Prayer Breaks Split Employees
Submitted by: Tom Kunath
A Colorado employer is facing an unusual situation whereby its Muslim workforce wants prayer breaks during the day.
A Colorado employer is facing an unusual situation whereby its Muslim workforce wants prayer breaks during the day.
A fired employee of an Alabama RV dealer engineered an EEOC complaint that the dealer ended up settling for $65,000 rather than fighting. Are your payroll records organized and complete?
HR.blr.com offers this compendium on the most common myths that managers hold about sexual harrassment… myths that could cost your company millions.
Charter Communications no doubt thought it was doing employees a favor by allowing them to use a company vehicle to commute from home to work and back. But the strings it attached ended up costing it almost $30-million dollars in a legal settlement.
Employees who got the company cars alleged the strings constituted working “off the clock” – and they sued.
Here’s the full story from The Madison, WI, Capital Times.
It’s a fine line between work browsing and personal browsing, and a very difficult line for employers to police.
The Birmingham, AL, Business Journal has an interesting look at how employers and employees are coping with all this grey area.
The northeast Iowa meat packing plant that was the scene of America’s largest immigration raid on an employer a month or two back has now found itself on the receiving end of child labor charges filed by the Iowa Attorney General.
Here’s the full story from Time.
So-called “rogue recruiters” don’t often tell their story – but one did, to the Wall Street Journal.
The executive recruiter, wearing a hairnet and an apron, finally got a customer to tell him what he needed to know: the identity of a technology guru a client had hired Mr. Perry to poach from a competitor.
Mr. Perry’s client didn’t know this person’s name. So for days, the recruiter had been asking every coffee, cigarette and sandwich buyer who the “genius” was behind the large, publicly traded company’s top-selling piece of software. Finally, an unsuspecting patron spilled the beans, and Mr. Perry got his man. “It was real hard detective work, but it was fun,” he says.
Avoid “Just-Hire-Anybody-itus” with these tips for keeping yourself together when you’re desperate for new employees.
Trial lawyer John Palter has penned this article for the Dallas Business Journal warning employers that it’s best to keep a politics-free environment around the workplace.
The Wall Street Journal reports on a new study from Mercer Consulting & Outsourcing – while overall health care costs are expected to rise at the slowest pace in several years, they’re still going up fast for the small business end of the market.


- _Task statement_
Answer with the exact lines of the following material from the one containing "Task: Click on the label: Your" through the one containing "This screenshot has height=605, width=794.", both end lines included.

- _Study material_

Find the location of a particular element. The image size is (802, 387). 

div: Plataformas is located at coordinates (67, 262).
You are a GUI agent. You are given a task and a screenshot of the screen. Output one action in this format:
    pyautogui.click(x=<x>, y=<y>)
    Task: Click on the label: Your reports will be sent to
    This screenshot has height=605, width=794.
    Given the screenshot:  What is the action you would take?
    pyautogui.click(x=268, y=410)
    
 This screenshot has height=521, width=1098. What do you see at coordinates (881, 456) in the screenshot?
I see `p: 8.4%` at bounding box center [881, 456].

--

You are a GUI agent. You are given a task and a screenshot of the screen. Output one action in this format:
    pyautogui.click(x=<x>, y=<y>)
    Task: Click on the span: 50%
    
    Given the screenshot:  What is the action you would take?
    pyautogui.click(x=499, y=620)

* * *

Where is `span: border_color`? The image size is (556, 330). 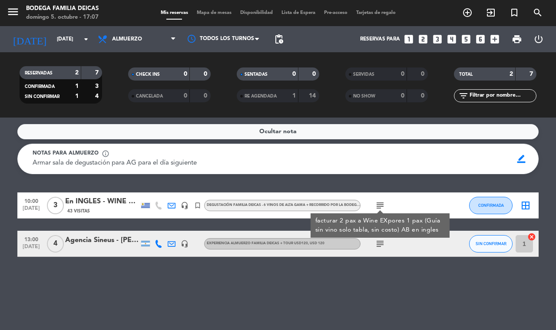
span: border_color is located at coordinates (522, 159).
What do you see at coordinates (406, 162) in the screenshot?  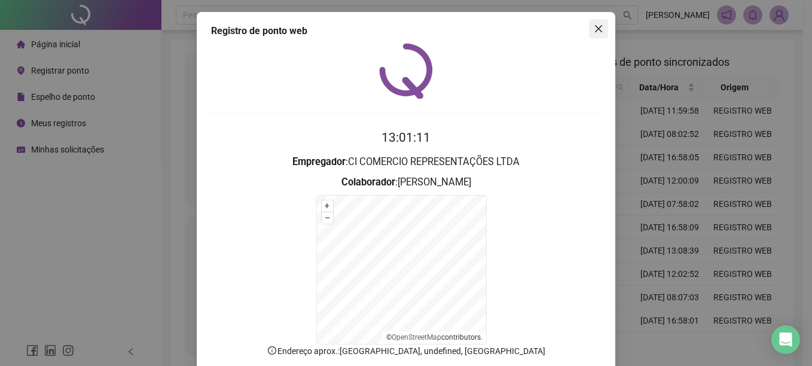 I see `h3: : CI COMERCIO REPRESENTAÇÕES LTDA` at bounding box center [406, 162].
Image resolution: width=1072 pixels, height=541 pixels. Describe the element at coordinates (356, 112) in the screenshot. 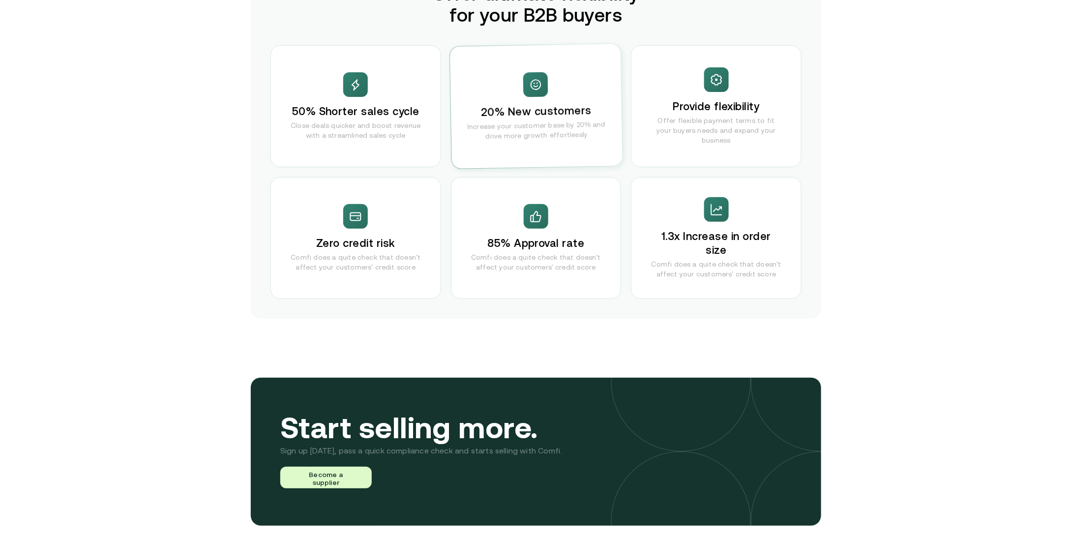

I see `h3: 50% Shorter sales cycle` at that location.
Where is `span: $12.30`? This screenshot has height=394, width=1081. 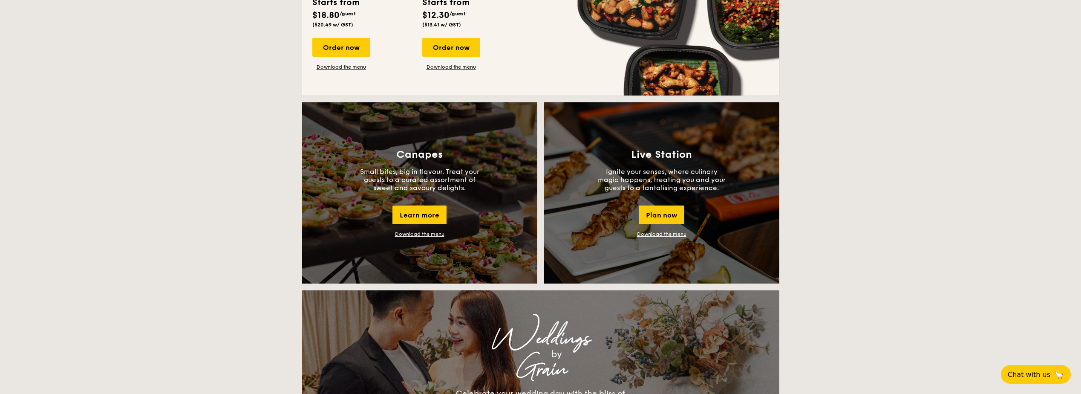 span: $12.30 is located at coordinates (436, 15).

- _Solution to the problem_
    Task: Click on the label: Your reports will be sent to
    This screenshot has height=605, width=794.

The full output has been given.